31 January 2007

On the policy of understatement

My friends (especially some of them that are more into newspaper business than I am) always try to calm me down when I go on a rave about the titles some articles carry. It is not the authors, they tell me, it is the editors who perpetrate these small crimes (mainly crimes of stupidity, which is not considered a crime in most places and cases anyhow). Still, I do like some moderate raving from time to time - gets your old red cells moving.

The title that got me raving this time is Hamas fails to condemn Eilat bomb that killed three from Inependent. I don't know whether this title is invented by a bored/stupid editor or by the author (Donald Macintyre), but it could not be farther from reality.
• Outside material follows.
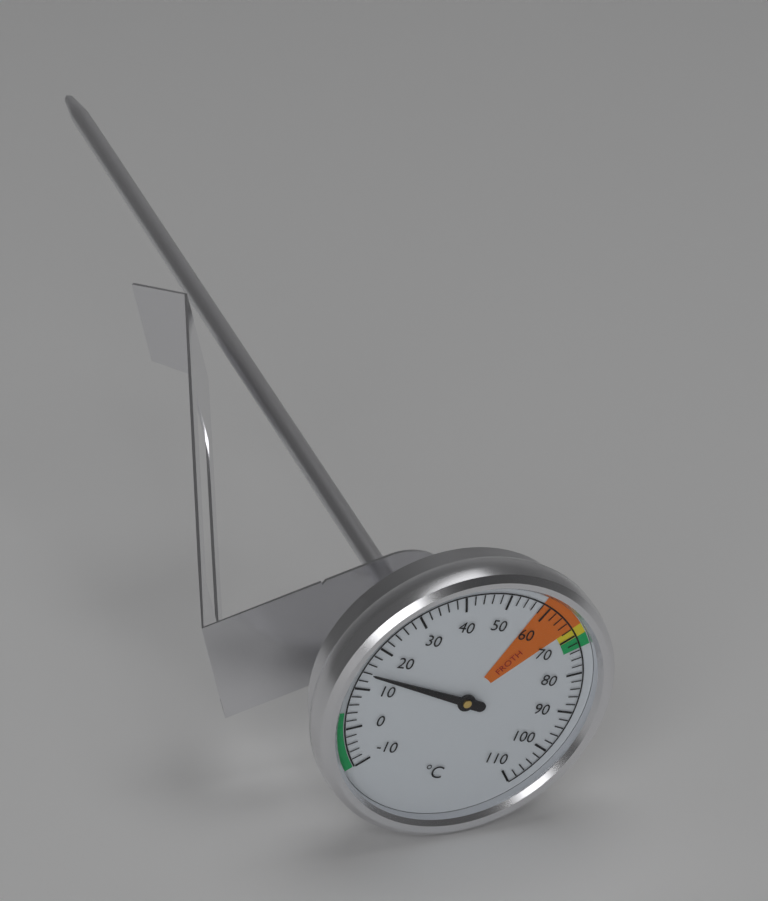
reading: 14 °C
Macintyre himself does confuse the issue even more:

Hamas, which controls the Palestinian Authority, notably refrained from condemning the bombing, with one of its Gaza spokesmen, Fawzi Barhoum, calling it a "natural response" to Israeli military policies in the West Bank and Gaza Strip, as well as its boycott of the authority. " So long as there is occupation, resistance is legitimate," he said.
So, the article offers a spectrum of options, from "fails to condemn" via "refrained from condemning" to "calling it a natural response".
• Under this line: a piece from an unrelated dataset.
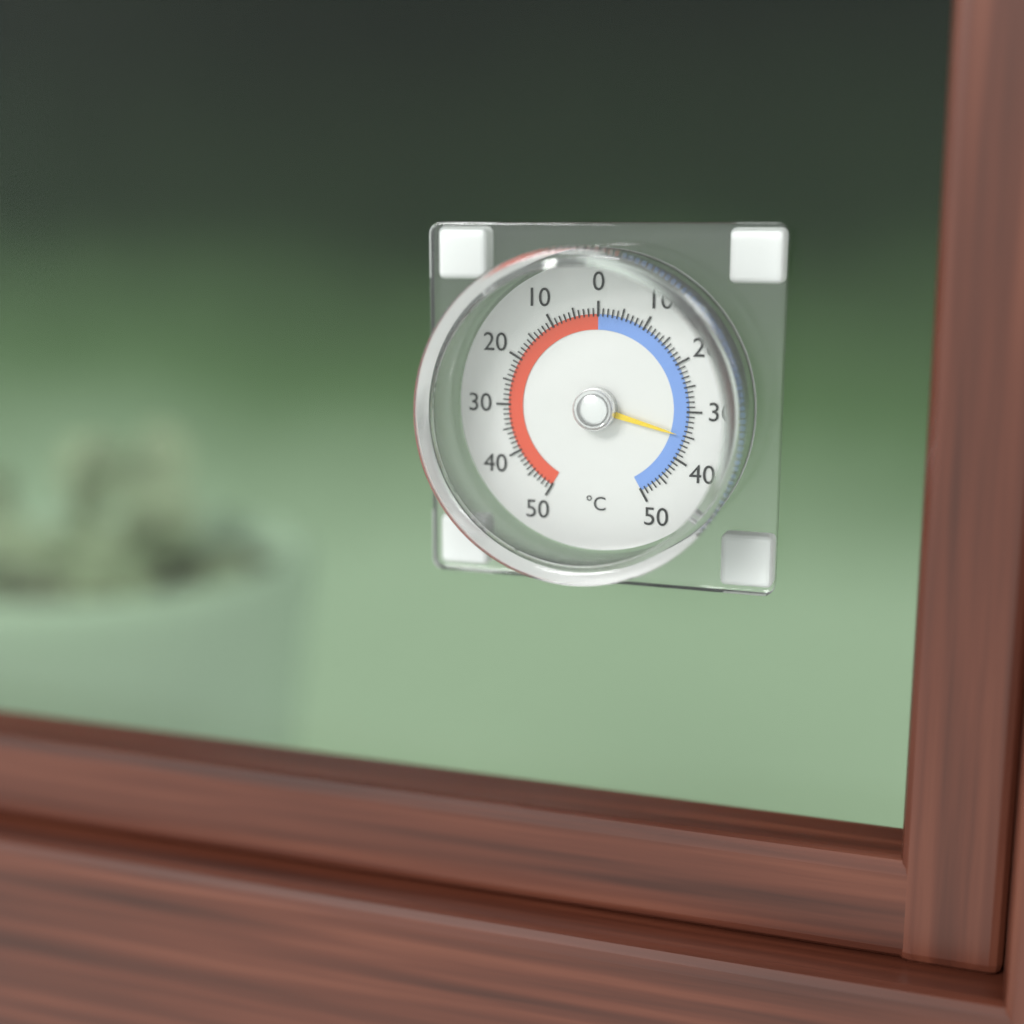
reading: -35 °C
I am an admirer of the British knack of understatement. Its pinnacles like this one from Wiki rarely fail to fill me with joy:
Event: British Admiral David Beatty had just watched two of his battle-cruisers explode and disintegrate under German fire at the Battle of Jutland, May 31, 1916. Comment: "There seems to be something wrong with our bloody ships today..."
But in the case of this Indy's article I seriously doubt whether pegging an outright support of the homicidal act as a failure to condemn it is an understatement.

Or just too much eagerness to embellish the stark and ugly reality of Hamas and what it stands for.

Bloody Indy - and this is an understatement of the century.